Everybody remembers their closest teenage friendship, but no one retells it with quite as much scathing honesty as Elena Ferrante. Expertly translated by Ann Goldstein from its original Italian, My Brilliant Friend tells the teenage experience – angst, pimples, parent-hating and all in between – with vivacious, urgent detail that is so candid it hurts.
The story begins in the cellar of an old apartment block on the outskirts of Naples in the late 1950s, where two skinny girls in grubby dresses are up to no good. One of them is Elena, the narrator; uncertain and dependent; and the other is Lila, brazen, vicious, and brilliant. As children they are inseparable, but a permanent chasm divides them when Elena is allowed to go to middle school and Lila is denied an education. Caught up in the family feuds, dance halls and dramas of their small neighbourhood, the girls never lose sight of their shared dream of rising above poverty.
What follows is far more than a simple coming-of-age story, and it is certainly not written for teenagers. Ferrante’s prose is deeply passionate and detailed, crafting a story of a relationship in which suffering and joy go hand-in-hand. Elena is constantly jealous of Lila, because, naturally, top marks in school mean nothing when your best friend has a boyfriend. You’ll groan with empathy for Elena and her unformed feelings, as the urge to possess, to protect, to hurt, and to become, her brilliant friend threatens to overcome her.
It is fitting that this story ends on the shores of adulthood, on the day of a wedding that will change everything. Thinking they’d find answers to unanswered girlhood questions, Elena, Lila, and the readers, have to face the secret truth that growing up doesn’t solve anything. We may never want to be 16 again, but to go back, just for a few hours, is breathtaking. At times, you will be forced to put the book down, close your eyes, and feel the past rushing in.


ASSIGNMENT. Write the records out again in full, word for word.
= Beginning of Section =
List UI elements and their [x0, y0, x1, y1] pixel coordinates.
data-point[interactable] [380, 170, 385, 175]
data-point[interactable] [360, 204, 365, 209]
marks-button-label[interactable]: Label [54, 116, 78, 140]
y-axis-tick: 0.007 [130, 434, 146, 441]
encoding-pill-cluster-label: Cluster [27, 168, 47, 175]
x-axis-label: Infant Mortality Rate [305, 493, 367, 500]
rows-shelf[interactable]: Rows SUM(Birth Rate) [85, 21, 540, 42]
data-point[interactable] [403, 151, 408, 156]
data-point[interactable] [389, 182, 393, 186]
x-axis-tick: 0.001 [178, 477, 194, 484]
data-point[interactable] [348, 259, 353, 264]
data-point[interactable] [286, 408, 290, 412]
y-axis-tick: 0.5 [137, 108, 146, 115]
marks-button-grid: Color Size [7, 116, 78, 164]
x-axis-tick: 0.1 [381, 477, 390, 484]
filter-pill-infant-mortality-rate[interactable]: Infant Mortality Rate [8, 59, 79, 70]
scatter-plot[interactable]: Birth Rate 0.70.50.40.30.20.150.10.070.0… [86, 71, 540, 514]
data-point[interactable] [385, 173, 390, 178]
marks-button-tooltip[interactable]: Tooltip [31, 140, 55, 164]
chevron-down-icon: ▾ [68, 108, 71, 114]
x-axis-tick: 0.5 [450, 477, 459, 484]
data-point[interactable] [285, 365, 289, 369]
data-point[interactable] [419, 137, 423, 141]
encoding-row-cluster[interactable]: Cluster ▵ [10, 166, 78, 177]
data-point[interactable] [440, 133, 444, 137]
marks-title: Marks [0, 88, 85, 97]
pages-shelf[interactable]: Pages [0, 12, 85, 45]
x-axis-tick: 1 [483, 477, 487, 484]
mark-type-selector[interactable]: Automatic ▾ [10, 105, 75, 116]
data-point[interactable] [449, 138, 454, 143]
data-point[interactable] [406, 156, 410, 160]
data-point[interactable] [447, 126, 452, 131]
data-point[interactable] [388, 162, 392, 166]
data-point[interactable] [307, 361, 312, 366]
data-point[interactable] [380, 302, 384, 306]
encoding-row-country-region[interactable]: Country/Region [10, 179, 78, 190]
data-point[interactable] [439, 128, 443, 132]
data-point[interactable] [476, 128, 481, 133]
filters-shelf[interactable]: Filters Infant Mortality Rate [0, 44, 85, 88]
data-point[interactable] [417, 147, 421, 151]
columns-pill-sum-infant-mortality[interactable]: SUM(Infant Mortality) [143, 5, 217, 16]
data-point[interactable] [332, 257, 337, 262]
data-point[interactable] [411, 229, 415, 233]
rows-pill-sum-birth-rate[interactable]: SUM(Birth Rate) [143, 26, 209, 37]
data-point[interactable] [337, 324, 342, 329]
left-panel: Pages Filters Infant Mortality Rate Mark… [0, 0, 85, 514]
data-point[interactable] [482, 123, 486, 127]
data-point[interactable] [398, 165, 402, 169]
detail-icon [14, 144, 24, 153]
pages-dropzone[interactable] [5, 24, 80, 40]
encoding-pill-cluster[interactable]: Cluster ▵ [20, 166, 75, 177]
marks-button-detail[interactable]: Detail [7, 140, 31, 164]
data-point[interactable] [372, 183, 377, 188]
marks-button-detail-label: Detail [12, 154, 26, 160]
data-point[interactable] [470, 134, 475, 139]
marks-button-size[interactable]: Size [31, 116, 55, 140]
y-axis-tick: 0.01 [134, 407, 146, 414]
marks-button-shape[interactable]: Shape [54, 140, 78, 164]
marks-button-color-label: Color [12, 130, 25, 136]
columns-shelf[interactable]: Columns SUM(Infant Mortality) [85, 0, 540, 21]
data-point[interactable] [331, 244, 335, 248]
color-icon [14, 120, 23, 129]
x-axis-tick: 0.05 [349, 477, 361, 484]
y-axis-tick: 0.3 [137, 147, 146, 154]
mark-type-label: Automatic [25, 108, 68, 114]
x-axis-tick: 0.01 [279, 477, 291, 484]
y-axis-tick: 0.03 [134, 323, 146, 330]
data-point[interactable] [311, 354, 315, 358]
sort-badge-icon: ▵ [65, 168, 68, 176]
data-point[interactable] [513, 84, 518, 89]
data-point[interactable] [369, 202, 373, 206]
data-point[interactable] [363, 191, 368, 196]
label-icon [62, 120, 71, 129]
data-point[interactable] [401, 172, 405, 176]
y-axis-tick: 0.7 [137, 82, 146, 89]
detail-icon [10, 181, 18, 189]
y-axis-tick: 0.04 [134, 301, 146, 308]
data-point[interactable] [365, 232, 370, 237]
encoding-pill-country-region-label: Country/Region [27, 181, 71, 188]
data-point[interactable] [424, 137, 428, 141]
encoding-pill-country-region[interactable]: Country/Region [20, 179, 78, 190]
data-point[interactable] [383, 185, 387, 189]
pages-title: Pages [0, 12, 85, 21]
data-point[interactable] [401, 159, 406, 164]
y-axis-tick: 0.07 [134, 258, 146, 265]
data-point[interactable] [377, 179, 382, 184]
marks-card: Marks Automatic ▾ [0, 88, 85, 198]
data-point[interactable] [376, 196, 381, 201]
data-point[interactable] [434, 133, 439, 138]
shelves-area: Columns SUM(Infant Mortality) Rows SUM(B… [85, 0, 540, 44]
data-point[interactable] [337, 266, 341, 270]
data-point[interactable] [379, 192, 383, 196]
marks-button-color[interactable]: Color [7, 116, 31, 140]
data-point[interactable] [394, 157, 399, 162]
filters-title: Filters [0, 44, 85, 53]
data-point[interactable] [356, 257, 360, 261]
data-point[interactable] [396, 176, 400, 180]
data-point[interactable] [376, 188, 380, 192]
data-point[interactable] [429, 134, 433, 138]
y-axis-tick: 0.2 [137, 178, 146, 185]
= End of Section =
TASK RESULT.
List UI elements and their [x0, y0, x1, y1] pixel coordinates.
data-point[interactable] [380, 170, 385, 175]
data-point[interactable] [360, 204, 365, 209]
marks-button-label[interactable]: Label [54, 116, 78, 140]
y-axis-tick: 0.007 [130, 434, 146, 441]
encoding-pill-cluster-label: Cluster [27, 168, 47, 175]
x-axis-label: Infant Mortality Rate [305, 493, 367, 500]
rows-shelf[interactable]: Rows SUM(Birth Rate) [85, 21, 540, 42]
data-point[interactable] [403, 151, 408, 156]
data-point[interactable] [389, 182, 393, 186]
x-axis-tick: 0.001 [178, 477, 194, 484]
data-point[interactable] [348, 259, 353, 264]
data-point[interactable] [286, 408, 290, 412]
y-axis-tick: 0.5 [137, 108, 146, 115]
marks-button-grid: Color Size [7, 116, 78, 164]
x-axis-tick: 0.1 [381, 477, 390, 484]
filter-pill-infant-mortality-rate[interactable]: Infant Mortality Rate [8, 59, 79, 70]
scatter-plot[interactable]: Birth Rate 0.70.50.40.30.20.150.10.070.0… [86, 71, 540, 514]
data-point[interactable] [385, 173, 390, 178]
marks-button-tooltip[interactable]: Tooltip [31, 140, 55, 164]
chevron-down-icon: ▾ [68, 108, 71, 114]
x-axis-tick: 0.5 [450, 477, 459, 484]
data-point[interactable] [285, 365, 289, 369]
data-point[interactable] [419, 137, 423, 141]
encoding-row-cluster[interactable]: Cluster ▵ [10, 166, 78, 177]
data-point[interactable] [440, 133, 444, 137]
marks-title: Marks [0, 88, 85, 97]
pages-shelf[interactable]: Pages [0, 12, 85, 45]
x-axis-tick: 1 [483, 477, 487, 484]
mark-type-selector[interactable]: Automatic ▾ [10, 105, 75, 116]
data-point[interactable] [449, 138, 454, 143]
data-point[interactable] [406, 156, 410, 160]
data-point[interactable] [447, 126, 452, 131]
data-point[interactable] [388, 162, 392, 166]
data-point[interactable] [307, 361, 312, 366]
data-point[interactable] [380, 302, 384, 306]
encoding-row-country-region[interactable]: Country/Region [10, 179, 78, 190]
data-point[interactable] [439, 128, 443, 132]
data-point[interactable] [476, 128, 481, 133]
filters-shelf[interactable]: Filters Infant Mortality Rate [0, 44, 85, 88]
data-point[interactable] [417, 147, 421, 151]
columns-pill-sum-infant-mortality[interactable]: SUM(Infant Mortality) [143, 5, 217, 16]
data-point[interactable] [332, 257, 337, 262]
data-point[interactable] [411, 229, 415, 233]
rows-pill-sum-birth-rate[interactable]: SUM(Birth Rate) [143, 26, 209, 37]
data-point[interactable] [337, 324, 342, 329]
left-panel: Pages Filters Infant Mortality Rate Mark… [0, 0, 85, 514]
data-point[interactable] [482, 123, 486, 127]
data-point[interactable] [398, 165, 402, 169]
detail-icon [14, 144, 24, 153]
pages-dropzone[interactable] [5, 24, 80, 40]
encoding-pill-cluster[interactable]: Cluster ▵ [20, 166, 75, 177]
marks-button-detail[interactable]: Detail [7, 140, 31, 164]
data-point[interactable] [372, 183, 377, 188]
marks-button-detail-label: Detail [12, 154, 26, 160]
data-point[interactable] [470, 134, 475, 139]
marks-button-size[interactable]: Size [31, 116, 55, 140]
y-axis-tick: 0.01 [134, 407, 146, 414]
marks-button-shape[interactable]: Shape [54, 140, 78, 164]
marks-button-color-label: Color [12, 130, 25, 136]
columns-shelf[interactable]: Columns SUM(Infant Mortality) [85, 0, 540, 21]
data-point[interactable] [331, 244, 335, 248]
color-icon [14, 120, 23, 129]
x-axis-tick: 0.05 [349, 477, 361, 484]
y-axis-tick: 0.3 [137, 147, 146, 154]
mark-type-label: Automatic [25, 108, 68, 114]
x-axis-tick: 0.01 [279, 477, 291, 484]
y-axis-tick: 0.03 [134, 323, 146, 330]
data-point[interactable] [311, 354, 315, 358]
sort-badge-icon: ▵ [65, 168, 68, 176]
data-point[interactable] [513, 84, 518, 89]
data-point[interactable] [369, 202, 373, 206]
data-point[interactable] [363, 191, 368, 196]
label-icon [62, 120, 71, 129]
data-point[interactable] [401, 172, 405, 176]
y-axis-tick: 0.7 [137, 82, 146, 89]
detail-icon [10, 181, 18, 189]
y-axis-tick: 0.04 [134, 301, 146, 308]
data-point[interactable] [365, 232, 370, 237]
encoding-pill-country-region-label: Country/Region [27, 181, 71, 188]
data-point[interactable] [424, 137, 428, 141]
encoding-pill-country-region[interactable]: Country/Region [20, 179, 78, 190]
data-point[interactable] [383, 185, 387, 189]
pages-title: Pages [0, 12, 85, 21]
data-point[interactable] [401, 159, 406, 164]
y-axis-tick: 0.07 [134, 258, 146, 265]
data-point[interactable] [377, 179, 382, 184]
marks-card: Marks Automatic ▾ [0, 88, 85, 198]
data-point[interactable] [376, 196, 381, 201]
data-point[interactable] [434, 133, 439, 138]
shelves-area: Columns SUM(Infant Mortality) Rows SUM(B… [85, 0, 540, 44]
data-point[interactable] [337, 266, 341, 270]
data-point[interactable] [379, 192, 383, 196]
marks-button-color[interactable]: Color [7, 116, 31, 140]
data-point[interactable] [394, 157, 399, 162]
filters-title: Filters [0, 44, 85, 53]
data-point[interactable] [356, 257, 360, 261]
data-point[interactable] [396, 176, 400, 180]
data-point[interactable] [376, 188, 380, 192]
data-point[interactable] [429, 134, 433, 138]
y-axis-tick: 0.2 [137, 178, 146, 185]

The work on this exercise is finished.